How to Organize a Secret Santa Gift Exchange in a Remote Team

The end of the year and upcoming Christmas holidays are good opportunities to summarize the year for your team and to have some fun team building activities. A teambuilding activity that is quite relevant for this time is a Secret Santa game. The rules are pretty simple –  you gather your colleagues and they draw random names of their teammates, so that everyone becomes a Secret Santa for another team member that he should keep in a secret. After that every Secret Santa prepares some present for his ward (giftee), but he doesn`t give it directly. Instead, he signs the present with the name of his giftee and either puts it in the particular place or passes through some third person. The purpose of the giftee is to guess who his Secret Santa is. For this you may organize a special team party with unpacking the presents and having fun.

The tradition itself is very old and I know a lot of happy teams that keep it every year. But what to do if you have a team distributed between several locations? How to make pairs? How to deliver presents if the Secret Santa and his giftee are located in different cities or even countries? How to organize the party?
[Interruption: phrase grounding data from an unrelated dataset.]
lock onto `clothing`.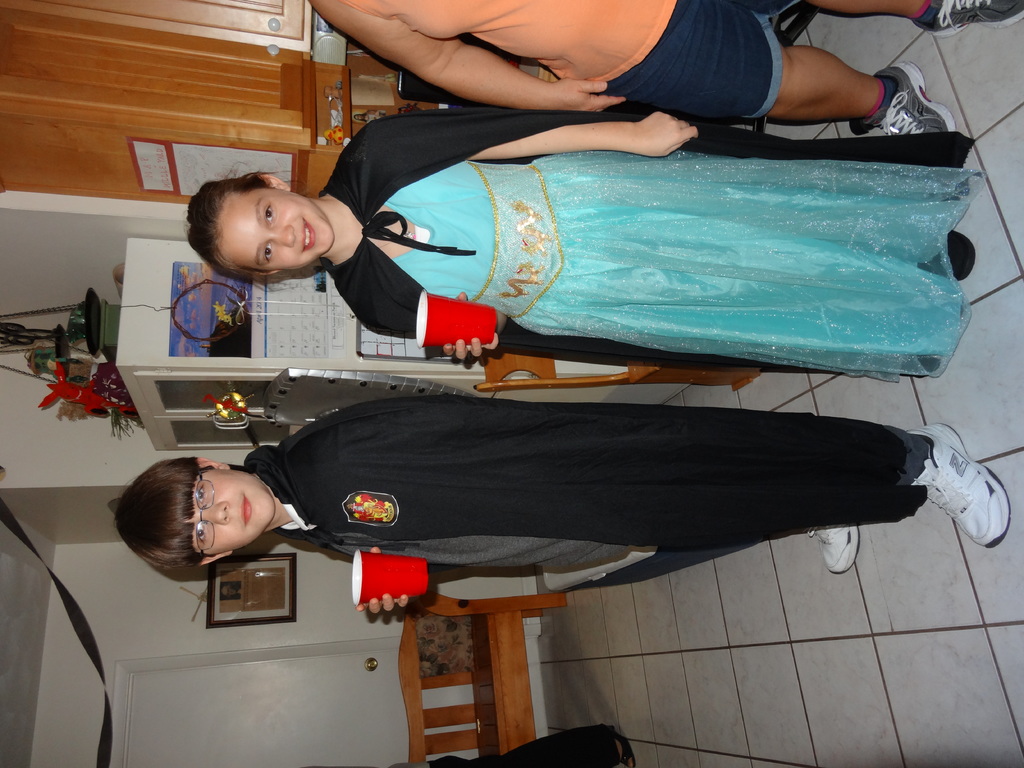
Locked: left=605, top=0, right=809, bottom=129.
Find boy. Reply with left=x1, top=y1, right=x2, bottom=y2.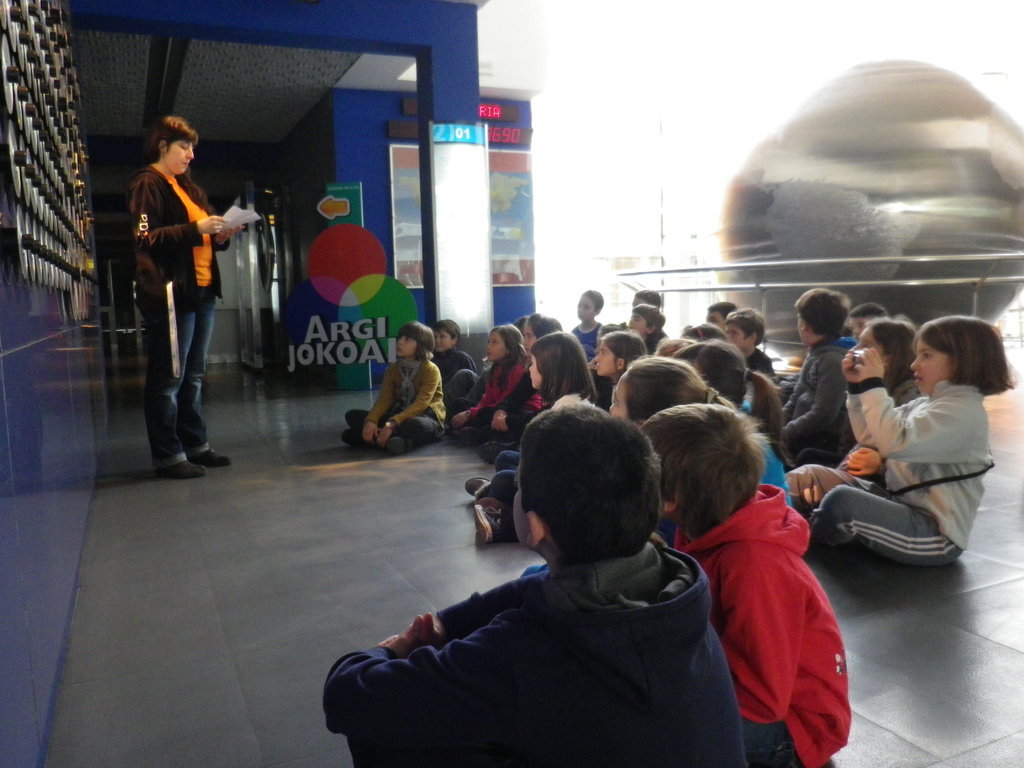
left=568, top=286, right=605, bottom=362.
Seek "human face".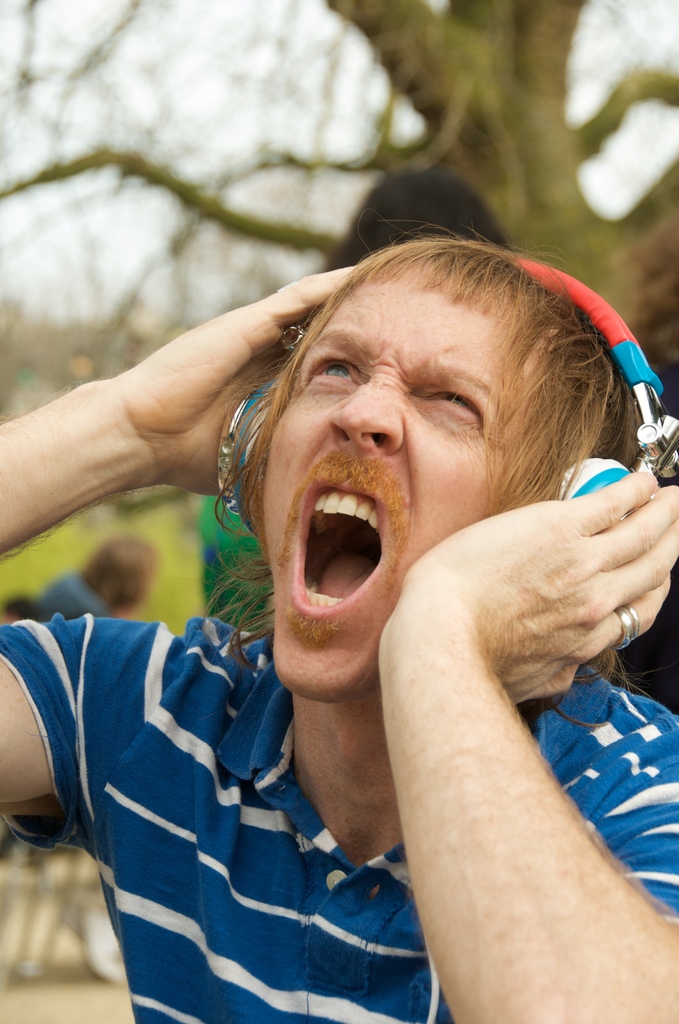
245:280:511:702.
Well, if you and your remote team members are obsessed with the idea of playing Secret Santa, you may definitely find some workarounds. You may use some online tools for organizational matters, you may send presents using some delivery service. You may also gather the team in one and the same location for an unpacking party or (if gathering is not possible) just host a remote meeting. But these all are half-measures that present a lot of risks.

As far as I`ve been working mainly with distributed teams for the last years, the idea of having a clear technique of organizing Secret Santa in remote teams troubled me not just once. And this year I have eventually found a tool that allows to do this smoothly. Let me share it with you.

The tool is called Elfster. After registering on this resource you may go ahead and start a gift exchange event following a very simple step by step procedure.

The first step is to set the date of gift exchange and the deadline date for RSVP. In this step you as an organizer may choose whether you will participate in the event or not, how the gifts will be exchanged (individually or on a party) and definitely set the budget limit.

In the next step you may send an invitation to the potential participants of Secret Santa gift exchange. You may do this via email or via a direct link.

 

The people to whom you send the invitation will get a simple registration form so that they can either confirm or deny their participation in Secret Santa gift exchange.


A very important moment is that the participants should type in their physical addresses in this form correctly. This should be clearly explained to all the participants before the start of the exchange.


After all the invitations have been sent, you as an organizer may draw the names manually pushing the button “Draw the names” on the your gift exchange page or it can be done automatically on the next day after RSVP deadline.

After drawing the names has been done, all the participants get an email notification about it. Thus, every Secret Santa may see the name of his giftee in his Elfster account.


The next step the participants have to do is to buy presents for their giftees and send them to the indicated physical addresses. But how to do this if you live in different countries? In this case the magic of Elfster comes to our rescue.

Elfster has an option of a wishlist. Every person on Elfster can specify what kind of presents he or she would like to receive. You can indicate not only the name of the present, but also give a link to an online store where this present may be bought.

Let’s say, you live in South Africa and your peer lives in Paris. There is no need to pay money to delivery services and then to wait for a century until your present is delivered. You can just follow the link to a local French online store that your colleague indicated in his wish-list, buy this product paying with your credit card and indicate his mailing address as the delivery address. Voila!

After you purchased something from your colleague`s wish-list, you may mark it as purchased in Elfster, just to let other people who may see this wish-list know about this fact. However, your giftee won`t see any changes in his account.

Take into account that you should clearly ask people who participate to fill in their wish-lists because if some Secret Santa comes to the Elfster page of his giftee and doesn`t find any wishes there, it will be a big confusion for this poor Santa.

You may also agree with the team that everyone who has received a present should not unpack it until a special remote unpacking meeting. But here comes another thing – you should make sure that all the participants get their presents before this event. If some people don`t, you may shift this event until they get it.

Frankly speaking, I haven’t organized a Secret Santa gift exchange on Elfster yet, but I`ve tested the main functionality and it works pretty good. I`ve been looking for such a tool for quite a long time and now I`m looking forward to try it. The good thing about it is that it is completely free and another good thing is that you may use it not only for Secret Santa, but also for your colleagues` birthday celebration.

See this also the picture with online Secret Santa rules from Elfster.

Have you known about this tool? Have you tried it? Maybe you have any other ideas or experience of organizing Secret Santa in remote teams. Please, share your experience in comments to this article.